On a recent morning, my 8-year-old son, Ivan, let me know he wouldn’t be getting his homework done after school.
It’s finally sunny out, and he’d rather shoot hoops on the playground with his friends, he said. Tall for his age, Ivan is sometimes the only white kid on the court. He notices skin color. Not long ago, he asked me, “Does Stevie Wonder know he is black?” However, what really matters to him is making friends and improving his game.
Ivan attends a racially diverse public school in Brooklyn, which increasingly is not the case for many kids in NYC. In fact, as we approach the 60th anniversary of Brown v. Board of Education next month, the landmark court decision that declared school segregation unconstitutional, New Yorkers need to face an uncomfortable truth.
A report from the Civil Rights Project at the University of California-Los Angeles found that the most segregated schools in the nation are not in Mississippi or Alabama, but in New York State. In NYC, the percentage of “intensely segregated” schools, which researchers defined as 90 to 100 percent minority, increased by 70 percent from 1989 to 2010. That describes nearly half our schools.
Why are our schools so segregated decades after black children endured violence and insults for the cause of integration? Part of the answer lies in the segregation of neighborhoods. Blatant housing discrimination has declined, but income disparity has not, leaving poor residents in at-risk areas Also, many officials have fervently championed charter schools, some of which, in NYC, have segregated black children. The UCLA report defined 73 percent of the city’s charter schools as “apartheid” schools ( less than 1 percent white) while 90 percent are “intensely segregated.”
Above all, however, our schools are segregated because no one has taken serious action to desegregate them, as activists and the federal government did in the middle of last century.
In 2014, that will take a commitment to traditional public schools and mixed-income housing in all neighborhoods. Mayor Bill de Blasio has sent his children to relatively integrated public schools. As mayor, he can make history by giving other NYC parents the chance to do the same.
Liza Featherstone lives and writes in Clinton Hill.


**Work order**
Pull each line containing "elements" out of the data and copy it.

**Entries taken from a collection**

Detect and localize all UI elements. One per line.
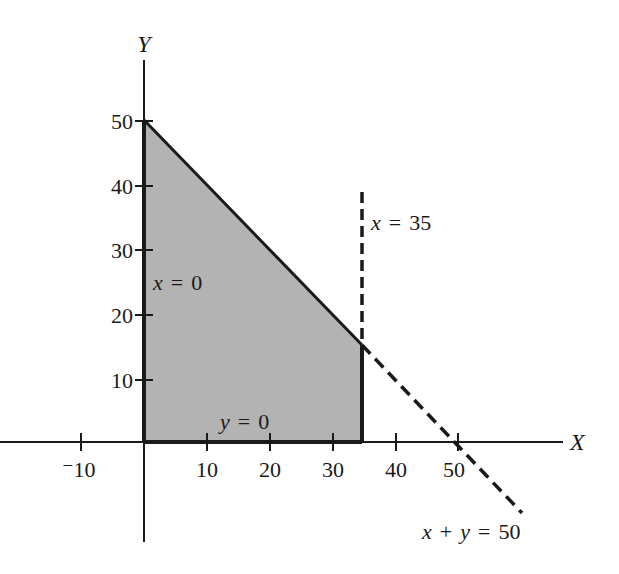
y-axis-label: Y [137, 31, 153, 57]
x-axis-label: X [569, 429, 586, 455]
constraint-label-x-35: x=35 [370, 210, 431, 235]
y-tick-label: 10 [111, 368, 133, 393]
constraint-label-x-0: x=0 [152, 270, 202, 295]
constraint-label-x-plus-y-50: x+y=50 [421, 519, 520, 544]
y-tick-label: 40 [111, 174, 133, 199]
x-tick-label: ⁻10 [62, 457, 96, 482]
constraint-label-y-0: y=0 [218, 409, 269, 434]
x-tick-label: 30 [322, 457, 344, 482]
x-tick-label: 20 [259, 457, 281, 482]
y-tick-label: 50 [111, 109, 133, 134]
y-tick-label: 30 [111, 238, 133, 263]
constraint-x-plus-y-50-dashed-line [362, 345, 522, 513]
y-tick-label: 20 [111, 303, 133, 328]
x-tick-label: 10 [196, 457, 218, 482]
feasible-region-diagram: ⁻10 10 20 30 40 50 50 40 30 20 10 X Y x=… [0, 0, 619, 574]
x-tick-label: 40 [385, 457, 407, 482]
x-tick-label: 50 [443, 457, 465, 482]
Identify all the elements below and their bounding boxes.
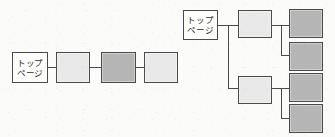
tree-connector-branch-2-leaf-2	[281, 118, 289, 119]
tree-branch-node-1[interactable]	[238, 10, 272, 38]
tree-leaf-node-2-2[interactable]	[289, 104, 323, 133]
linear-node-2[interactable]	[101, 52, 136, 83]
tree-root-node[interactable]: トップ ページ	[183, 10, 218, 40]
tree-branch-node-2[interactable]	[238, 76, 272, 104]
tree-connector-branch-2-leaf-1	[281, 88, 289, 89]
tree-connector-branch-1-leaf-2	[281, 55, 289, 56]
tree-root-label: トップ ページ	[184, 15, 217, 35]
tree-trunk-vertical	[228, 25, 229, 88]
figure-canvas: トップ ページ トップ ページ	[0, 0, 335, 137]
linear-connector-root-to-1	[48, 67, 56, 68]
tree-branch-2-vertical	[281, 88, 282, 118]
linear-node-1[interactable]	[56, 52, 90, 83]
tree-connector-trunk-to-branch-1	[228, 25, 238, 26]
tree-branch-1-vertical	[281, 25, 282, 55]
linear-root-label: トップ ページ	[13, 58, 47, 78]
linear-root-node[interactable]: トップ ページ	[12, 52, 48, 83]
linear-connector-1-to-2	[90, 67, 101, 68]
tree-connector-trunk-to-branch-2	[228, 88, 238, 89]
tree-leaf-node-1-2[interactable]	[289, 42, 323, 71]
linear-connector-2-to-3	[136, 67, 144, 68]
tree-leaf-node-2-1[interactable]	[289, 73, 323, 102]
tree-leaf-node-1-1[interactable]	[289, 9, 323, 38]
linear-node-3[interactable]	[144, 52, 178, 83]
tree-connector-branch-1-leaf-1	[281, 25, 289, 26]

**Task output**
Detect and localize all UI elements. One per line.
Identify all the elements below and their bounding boxes.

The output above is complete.